Themes that repeatedly surfaced included:
Optimization vs creative inspiration
Speed vs emotional depth and empathy
Synthetic understanding vs real raw lived experience
One idea that particularly stuck with us:
AI can summarize emotions.
But it cannot feel them.
And when it comes to creativity, storytelling, and innovation — that distinction definitely matters.
A huge shout out to the TNF team for continuing to champion deep qualitative work, lived experience, and human-led understanding in a world increasingly optimized for speed.
And to be clear, our perspective isn’t anti-AI. Far from it.
We believe the future belongs to teams who know when to accelerate with this technology — and perhaps even more importantly — when to slow down enough to stay deeply human.
If you’re interested in exploring this tension further, check out an earlier piece we wrote on AI and the future of human-centered insight back in 2023 — or better yet, let’s grab a matcha and chat about it.

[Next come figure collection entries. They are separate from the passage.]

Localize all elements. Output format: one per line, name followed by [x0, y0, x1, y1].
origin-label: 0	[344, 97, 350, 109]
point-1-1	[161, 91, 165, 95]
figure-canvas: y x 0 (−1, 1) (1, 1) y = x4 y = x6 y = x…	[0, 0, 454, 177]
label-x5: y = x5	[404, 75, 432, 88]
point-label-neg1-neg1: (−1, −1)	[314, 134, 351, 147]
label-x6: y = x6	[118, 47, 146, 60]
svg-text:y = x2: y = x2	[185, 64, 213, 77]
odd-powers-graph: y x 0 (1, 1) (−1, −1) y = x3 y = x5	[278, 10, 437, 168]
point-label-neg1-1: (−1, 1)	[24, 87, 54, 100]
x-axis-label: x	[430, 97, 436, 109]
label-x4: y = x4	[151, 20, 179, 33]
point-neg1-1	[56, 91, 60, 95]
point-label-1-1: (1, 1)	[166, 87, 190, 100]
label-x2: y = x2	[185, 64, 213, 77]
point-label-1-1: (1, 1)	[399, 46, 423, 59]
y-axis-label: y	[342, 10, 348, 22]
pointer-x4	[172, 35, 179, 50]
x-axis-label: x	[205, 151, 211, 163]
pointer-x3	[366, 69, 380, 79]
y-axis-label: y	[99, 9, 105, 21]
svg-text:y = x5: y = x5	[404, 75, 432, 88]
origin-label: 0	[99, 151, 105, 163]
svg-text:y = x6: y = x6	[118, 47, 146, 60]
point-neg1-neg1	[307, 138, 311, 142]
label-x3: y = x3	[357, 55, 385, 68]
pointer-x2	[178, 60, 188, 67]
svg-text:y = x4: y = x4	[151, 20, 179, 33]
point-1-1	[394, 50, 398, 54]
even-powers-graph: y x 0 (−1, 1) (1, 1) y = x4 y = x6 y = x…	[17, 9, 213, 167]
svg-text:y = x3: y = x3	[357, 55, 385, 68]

Supporting Innovation with On in Atlanta
While Mike and I were in Nepal, Anton, Jamie, and Khloe were on the ground in Atlanta supporting the innovation team at On as they explored a new running concept with athletes in the field.
The work combined blind fit testing, real-world running sessions, biomechanical testing, and athlete immersion to understand how the concept actually performed beyond first impressions — especially in the heart of the US market and culture.

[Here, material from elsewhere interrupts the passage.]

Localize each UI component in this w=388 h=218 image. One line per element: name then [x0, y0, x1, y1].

As always, the goal wasn’t simply feedback.
It was understanding the real moments of truth:
First reactions
First fit
First run
The deeper emotional response in comparison to the biomechanical differences
The gap between performance claims and the actual lived experience
The best innovation work rarely happens in isolation.
It happens when brands step directly into the environments, conversations, and realities of the people they’re building for.
Shout out to the always inspiring innovation team at On for their ongoing humility to keep immersing and learning — and that spark to keep creating and dreaming.
The Best Ideas Often Come From Outside the Room
That same belief also sat at the center of a recent embedded 6-month innovation incubator we partnered on with Laceless and New Balance.
The goal wasn’t just to create new concepts.
It was to rethink who gets invited into the innovation process altogether.
Over six months, we brought together athletes deeply rooted in the culture of sport alongside street artists, textile designers, mechanical engineers, filmmakers, architects, and makers from completely different industries.
People who would rarely — if ever — find themselves inside the same innovation room.
And that was the point.
Instead of operating through a traditional agency model, we built an embedded incubator-style team directly alongside the brand.
Athletes sat beside engineers.
Filmmakers brainstormed with footwear designers.
Architects built on the thinking of performance creatives.
Everyone shaping the process together in real time.
The sprint moved from deep cultural and athlete insight into ideation, co-creation workshops, and eventually physical prototypes and wear-testable builds.
What emerged wasn’t just new product thinking.
It was a different way of innovating.
One grounded in culture.
Built through collaboration.
And shaped by people closer to the edge of sport, creativity, and making.
At COMN, we believe the future of sport innovation won’t come from staying inside the same rooms with the same people.
It comes from embedding deeper into culture.
Inviting unexpected voices into the process.
And building alongside the people shaping the future of sport in real time.
Massive shout out to our friends at New Balance for championing this new approach — and we can’t wait to keep building this with you.
If you’re a sport brand exploring new ways of innovating, building closer to culture, or bringing more unexpected voices into the room — let’s talk.